Good to see such a concept being introduced as possible courses
John Dunn
Author
Johnsinformation.com
Jaime, Albert Einsten, a cool dude like you, once said: “Once we accept our limits, we go beyond them.”
A2J is a little bit more complicated because you point out so astutely, that the winds are shifting.
And yes, gaining cultural competency is a good place to start.
PS Syllabus. A copy for me too. Please.
Super post. I’d love to take this class. At Windsor Law, we are at least part way towards Jamie’s vision. Access to Justice is a mandatory first year class, and we cover many of the issues identified here.
“I also wondered why it was left to an upper-year law school course as small and elective as my own to provide candid information about something so important as the prospects for professional achievement”
I quite agree. At Osgoode, we have courses in legal tech and the business of law that touch upon the state of the legal marketplace. These are not core courses, but small upper year electives. Given that law schools are the gatekeeper to a self regulating profession, the lack of emphasis on career outcomes is shocking.
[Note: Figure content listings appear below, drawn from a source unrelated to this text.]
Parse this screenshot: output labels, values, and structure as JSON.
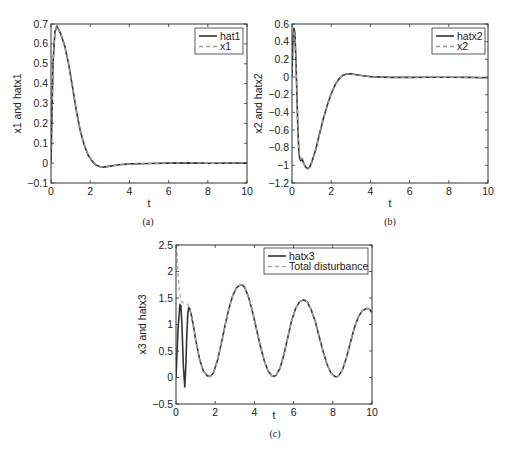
{
  "chart_data": [
    {
      "id": "a",
      "type": "line",
      "caption": "(a)",
      "xlabel": "t",
      "ylabel": "x1 and hatx1",
      "xlim": [
        0,
        10
      ],
      "ylim": [
        -0.1,
        0.7
      ],
      "xticks": [
        0,
        2,
        4,
        6,
        8,
        10
      ],
      "yticks": [
        -0.1,
        0,
        0.1,
        0.2,
        0.3,
        0.4,
        0.5,
        0.6,
        0.7
      ],
      "ytick_labels": [
        "-0.1",
        "0",
        "0.1",
        "0.2",
        "0.3",
        "0.4",
        "0.5",
        "0.6",
        "0.7"
      ],
      "grid": false,
      "legend_position": "upper right",
      "series": [
        {
          "name": "hat1",
          "style": "solid",
          "color": "#333333",
          "x": [
            0,
            0.05,
            0.1,
            0.2,
            0.3,
            0.5,
            0.7,
            0.9,
            1.1,
            1.3,
            1.5,
            1.7,
            1.9,
            2.1,
            2.3,
            2.5,
            2.7,
            3.0,
            3.5,
            4,
            5,
            6,
            7,
            8,
            9,
            10
          ],
          "y": [
            0,
            0.25,
            0.5,
            0.66,
            0.69,
            0.65,
            0.59,
            0.5,
            0.38,
            0.26,
            0.16,
            0.09,
            0.04,
            0.01,
            -0.01,
            -0.018,
            -0.02,
            -0.015,
            -0.008,
            -0.004,
            -0.002,
            0.0,
            0.001,
            -0.001,
            0.0,
            0.0
          ]
        },
        {
          "name": "x1",
          "style": "dashed",
          "color": "#999999",
          "x": [
            0,
            0.05,
            0.1,
            0.2,
            0.3,
            0.5,
            0.7,
            0.9,
            1.1,
            1.3,
            1.5,
            1.7,
            1.9,
            2.1,
            2.3,
            2.5,
            2.7,
            3.0,
            3.5,
            4,
            5,
            6,
            7,
            8,
            9,
            10
          ],
          "y": [
            0,
            0.25,
            0.5,
            0.66,
            0.69,
            0.65,
            0.59,
            0.5,
            0.38,
            0.26,
            0.16,
            0.09,
            0.04,
            0.01,
            -0.01,
            -0.018,
            -0.02,
            -0.015,
            -0.008,
            -0.004,
            -0.002,
            0.0,
            0.001,
            -0.001,
            0.0,
            0.0
          ]
        }
      ]
    },
    {
      "id": "b",
      "type": "line",
      "caption": "(b)",
      "xlabel": "t",
      "ylabel": "x2 and hatx2",
      "xlim": [
        0,
        10
      ],
      "ylim": [
        -1.2,
        0.6
      ],
      "xticks": [
        0,
        2,
        4,
        6,
        8,
        10
      ],
      "yticks": [
        -1.2,
        -1,
        -0.8,
        -0.6,
        -0.4,
        -0.2,
        0,
        0.2,
        0.4,
        0.6
      ],
      "ytick_labels": [
        "-1.2",
        "-1",
        "-0.8",
        "-0.6",
        "-0.4",
        "-0.2",
        "0",
        "0.2",
        "0.4",
        "0.6"
      ],
      "grid": false,
      "legend_position": "upper right",
      "series": [
        {
          "name": "hatx2",
          "style": "solid",
          "color": "#333333",
          "x": [
            0,
            0.05,
            0.1,
            0.15,
            0.2,
            0.25,
            0.3,
            0.35,
            0.4,
            0.45,
            0.5,
            0.55,
            0.6,
            0.7,
            0.8,
            0.9,
            1.0,
            1.2,
            1.4,
            1.6,
            1.8,
            2.0,
            2.2,
            2.4,
            2.6,
            2.8,
            3.0,
            3.3,
            3.6,
            4,
            5,
            6,
            7,
            8,
            9,
            10
          ],
          "y": [
            0,
            0.45,
            0.55,
            0.5,
            0.2,
            -0.2,
            -0.6,
            -0.85,
            -0.93,
            -0.95,
            -0.92,
            -0.95,
            -0.98,
            -1.02,
            -1.04,
            -1.02,
            -0.97,
            -0.83,
            -0.65,
            -0.47,
            -0.32,
            -0.19,
            -0.09,
            -0.02,
            0.02,
            0.035,
            0.035,
            0.025,
            0.015,
            0.005,
            -0.005,
            -0.005,
            -0.002,
            -0.003,
            -0.005,
            -0.008
          ]
        },
        {
          "name": "x2",
          "style": "dashed",
          "color": "#999999",
          "x": [
            0,
            0.05,
            0.1,
            0.15,
            0.2,
            0.25,
            0.3,
            0.35,
            0.4,
            0.45,
            0.5,
            0.55,
            0.6,
            0.7,
            0.8,
            0.9,
            1.0,
            1.2,
            1.4,
            1.6,
            1.8,
            2.0,
            2.2,
            2.4,
            2.6,
            2.8,
            3.0,
            3.3,
            3.6,
            4,
            5,
            6,
            7,
            8,
            9,
            10
          ],
          "y": [
            0,
            0.42,
            0.53,
            0.48,
            0.2,
            -0.2,
            -0.6,
            -0.85,
            -0.92,
            -0.93,
            -0.92,
            -0.95,
            -0.98,
            -1.02,
            -1.04,
            -1.02,
            -0.97,
            -0.83,
            -0.65,
            -0.47,
            -0.32,
            -0.19,
            -0.09,
            -0.02,
            0.02,
            0.035,
            0.035,
            0.025,
            0.015,
            0.005,
            -0.005,
            -0.005,
            -0.002,
            -0.003,
            -0.005,
            -0.008
          ]
        }
      ]
    },
    {
      "id": "c",
      "type": "line",
      "caption": "(c)",
      "xlabel": "t",
      "ylabel": "x3 and hatx3",
      "xlim": [
        0,
        10
      ],
      "ylim": [
        -0.5,
        2.5
      ],
      "xticks": [
        0,
        2,
        4,
        6,
        8,
        10
      ],
      "yticks": [
        -0.5,
        0,
        0.5,
        1,
        1.5,
        2,
        2.5
      ],
      "ytick_labels": [
        "-0.5",
        "0",
        "0.5",
        "1",
        "1.5",
        "2",
        "2.5"
      ],
      "grid": false,
      "legend_position": "upper right",
      "series": [
        {
          "name": "hatx3",
          "style": "solid",
          "color": "#333333",
          "x": [
            0,
            0.1,
            0.2,
            0.25,
            0.3,
            0.38,
            0.45,
            0.5,
            0.55,
            0.6,
            0.65,
            0.7,
            0.8,
            0.9,
            1.0,
            1.2,
            1.4,
            1.6,
            1.75,
            1.9,
            2.1,
            2.3,
            2.5,
            2.7,
            2.9,
            3.1,
            3.3,
            3.4,
            3.5,
            3.7,
            3.9,
            4.1,
            4.3,
            4.5,
            4.7,
            4.9,
            5.0,
            5.1,
            5.3,
            5.5,
            5.7,
            5.9,
            6.1,
            6.3,
            6.5,
            6.6,
            6.7,
            6.9,
            7.1,
            7.3,
            7.5,
            7.7,
            7.9,
            8.1,
            8.2,
            8.3,
            8.5,
            8.7,
            8.9,
            9.1,
            9.3,
            9.5,
            9.7,
            9.8,
            9.9,
            10
          ],
          "y": [
            0,
            0.9,
            1.38,
            1.35,
            1.0,
            0.2,
            -0.18,
            0.2,
            0.8,
            1.2,
            1.32,
            1.3,
            1.15,
            0.95,
            0.72,
            0.35,
            0.12,
            0.03,
            0.02,
            0.08,
            0.3,
            0.62,
            0.98,
            1.3,
            1.55,
            1.7,
            1.75,
            1.74,
            1.7,
            1.52,
            1.25,
            0.92,
            0.6,
            0.32,
            0.12,
            0.03,
            0.02,
            0.04,
            0.17,
            0.42,
            0.75,
            1.07,
            1.3,
            1.43,
            1.46,
            1.45,
            1.42,
            1.28,
            1.06,
            0.78,
            0.5,
            0.26,
            0.09,
            0.02,
            0.01,
            0.03,
            0.15,
            0.38,
            0.66,
            0.94,
            1.14,
            1.26,
            1.3,
            1.3,
            1.28,
            1.22
          ]
        },
        {
          "name": "Total disturbance",
          "style": "dashed",
          "color": "#aaaaaa",
          "x": [
            0,
            0.05,
            0.1,
            0.15,
            0.2,
            0.25,
            0.3,
            0.35,
            0.4,
            0.5,
            0.6,
            0.65,
            0.7,
            0.8,
            0.9,
            1.0,
            1.2,
            1.4,
            1.6,
            1.75,
            1.9,
            2.1,
            2.3,
            2.5,
            2.7,
            2.9,
            3.1,
            3.3,
            3.4,
            3.5,
            3.7,
            3.9,
            4.1,
            4.3,
            4.5,
            4.7,
            4.9,
            5.0,
            5.1,
            5.3,
            5.5,
            5.7,
            5.9,
            6.1,
            6.3,
            6.5,
            6.6,
            6.7,
            6.9,
            7.1,
            7.3,
            7.5,
            7.7,
            7.9,
            8.1,
            8.2,
            8.3,
            8.5,
            8.7,
            8.9,
            9.1,
            9.3,
            9.5,
            9.7,
            9.8,
            9.9,
            10
          ],
          "y": [
            2.5,
            2.3,
            2.0,
            1.75,
            1.55,
            1.45,
            1.42,
            1.42,
            1.41,
            1.4,
            1.38,
            1.33,
            1.3,
            1.15,
            0.95,
            0.72,
            0.35,
            0.12,
            0.03,
            0.02,
            0.08,
            0.3,
            0.62,
            0.98,
            1.3,
            1.55,
            1.7,
            1.75,
            1.74,
            1.7,
            1.52,
            1.25,
            0.92,
            0.6,
            0.32,
            0.12,
            0.03,
            0.02,
            0.04,
            0.17,
            0.42,
            0.75,
            1.07,
            1.3,
            1.43,
            1.46,
            1.45,
            1.42,
            1.28,
            1.06,
            0.78,
            0.5,
            0.26,
            0.09,
            0.02,
            0.01,
            0.03,
            0.15,
            0.38,
            0.66,
            0.94,
            1.14,
            1.26,
            1.3,
            1.3,
            1.28,
            1.22
          ]
        }
      ]
    }
  ],
  "layout": {
    "panels": [
      {
        "left": 51,
        "top": 24,
        "right": 247,
        "bottom": 183,
        "legend": {
          "x": 195,
          "y": 28,
          "w": 48,
          "h": 26
        },
        "caption_x": 148,
        "caption_y": 225,
        "xlabel_y": 207
      },
      {
        "left": 292,
        "top": 24,
        "right": 488,
        "bottom": 183,
        "legend": {
          "x": 432,
          "y": 28,
          "w": 53,
          "h": 26
        },
        "caption_x": 390,
        "caption_y": 225,
        "xlabel_y": 207
      },
      {
        "left": 176,
        "top": 245,
        "right": 372,
        "bottom": 404,
        "legend": {
          "x": 264,
          "y": 248,
          "w": 104,
          "h": 26
        },
        "caption_x": 275,
        "caption_y": 437,
        "xlabel_y": 419
      }
    ]
  }
}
Data from the USA, UK and Australia reveal rapidly changing legal markets. A good (and recent) book on the state of the profession is “Glass Half Full: The Decline and Rebirth of the Legal Profession” by Benjamin Barton.
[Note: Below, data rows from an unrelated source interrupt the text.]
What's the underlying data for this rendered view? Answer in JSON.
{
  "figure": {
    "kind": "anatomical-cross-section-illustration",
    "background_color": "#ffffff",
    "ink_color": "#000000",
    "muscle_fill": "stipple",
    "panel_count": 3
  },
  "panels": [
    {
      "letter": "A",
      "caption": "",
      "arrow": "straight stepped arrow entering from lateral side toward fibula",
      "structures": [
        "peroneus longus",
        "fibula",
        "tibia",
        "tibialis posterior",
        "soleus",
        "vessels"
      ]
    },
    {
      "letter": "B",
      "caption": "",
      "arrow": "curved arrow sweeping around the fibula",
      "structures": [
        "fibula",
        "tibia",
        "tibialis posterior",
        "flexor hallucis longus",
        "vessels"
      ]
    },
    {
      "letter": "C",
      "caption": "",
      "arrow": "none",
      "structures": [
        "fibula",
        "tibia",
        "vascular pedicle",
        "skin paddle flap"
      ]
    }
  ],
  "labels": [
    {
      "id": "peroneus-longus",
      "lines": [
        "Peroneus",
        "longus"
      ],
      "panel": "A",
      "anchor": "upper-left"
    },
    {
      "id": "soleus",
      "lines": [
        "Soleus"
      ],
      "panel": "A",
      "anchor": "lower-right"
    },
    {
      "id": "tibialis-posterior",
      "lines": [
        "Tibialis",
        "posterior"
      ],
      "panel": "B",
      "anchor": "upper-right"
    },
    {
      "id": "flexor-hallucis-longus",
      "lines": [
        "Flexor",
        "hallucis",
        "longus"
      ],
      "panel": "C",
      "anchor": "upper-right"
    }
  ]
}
“[the second course] should invite students to think critically and creatively about solutions to the access to justice crisis, and about their potential roles and responsibilities as future legal service providers.”
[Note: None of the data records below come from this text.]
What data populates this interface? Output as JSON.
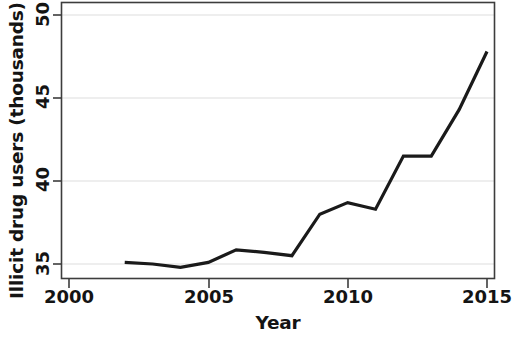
{
  "chart_data": {
    "type": "line",
    "title": "",
    "xlabel": "Year",
    "ylabel": "Illicit drug users (thousands)",
    "x": [
      2002,
      2003,
      2004,
      2005,
      2006,
      2007,
      2008,
      2009,
      2010,
      2011,
      2012,
      2013,
      2014,
      2015
    ],
    "values": [
      35.1,
      35.0,
      34.8,
      35.1,
      35.85,
      35.7,
      35.5,
      38.0,
      38.7,
      38.3,
      41.5,
      41.5,
      44.3,
      47.8
    ],
    "series": [
      {
        "name": "Illicit drug users",
        "values": [
          35.1,
          35.0,
          34.8,
          35.1,
          35.85,
          35.7,
          35.5,
          38.0,
          38.7,
          38.3,
          41.5,
          41.5,
          44.3,
          47.8
        ]
      }
    ],
    "xlim": [
      2000,
      2015.3
    ],
    "ylim": [
      34.0,
      50.35
    ],
    "xticks": [
      2000,
      2005,
      2010,
      2015
    ],
    "xtick_labels": [
      "2000",
      "2005",
      "2010",
      "2015"
    ],
    "yticks": [
      35,
      40,
      45,
      50
    ],
    "ytick_labels": [
      "35",
      "40",
      "45",
      "50"
    ],
    "grid": true,
    "grid_axis": "y",
    "legend": null,
    "legend_position": "none",
    "line_color": "#1a1a1a",
    "line_width": 3.2,
    "grid_color": "#e8e8e8",
    "axis_color": "#3a3a3a",
    "background": "#ffffff"
  }
}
This is a great idea. However, I think the average law student doesn’t have the drive or initiative to take this seriously. Most of them enter law school under the assumption that it is a relatively deterministic path to a career. You get good grades, get an articling spot, work hard, and you are eventually rewarded. Some would embrace this sort of challenge, but others are in law school precisely because they are not creative, proactive or entrepreneurial. They want a relatively safe bet, with prestige and a decent income. (All three of those are increasingly in doubt).
My students at Stanford don’t fall into this trap, but Stanford is a school that self-selects individuals with initiative and creativity. The bulk of my Canadian students have little interest in doing anything outside the traditional ‘get good grades and land a job with a firm or the government’ model.
However, driving away applicants might not be a bad thing. There are far too many students in law school who should not be there, as Professor Barton points out in his book. We are better off with a new vision for a legal system that actually addresses the vast unmet demand for legal services.
Interestingly, much of the change in law is coming from business-to-consumer (B2C) law firms rather than business-to-business (B2B) law firms.
That said, The Legal A Team, (legal PR expert Jana Schilder and lawyer coach Gary Mitchell) in partnership with AdvocateDaily.com and DSM Corporation are devising a curriculum aimed at solo lawyers, smaller law firms and law students.
We’re calling this “The Business of Law” Seminar Series. It will be a monthly series (1-hour monthly webinars) on these topics: 1) Getting the structure of your law firm right, 2) Getting clients, 3) IT Infrastructure, 4) The right way to build a website, 5) Building your reputation through public relations, 6) Improving your “close” rate, 7) Search Engine Marketing (SEM), 8) Improving your SEO by writing and publishing, and 9) Social media.
We are in conversation with the LSUC and it appears that our program will be green-lighted for CPD accreditation.
Stay tuned to LinkedIn for more details, just after Labour Day 2015.
Great post Jamie.
I like your proposed breakdown focusing first on how people use and percieve the justice system first and then turning the classroom lense to the business and delivery methods. Those tend to be treated as completely separate, and of interest to different groups of students. Your proposal would help make important connections.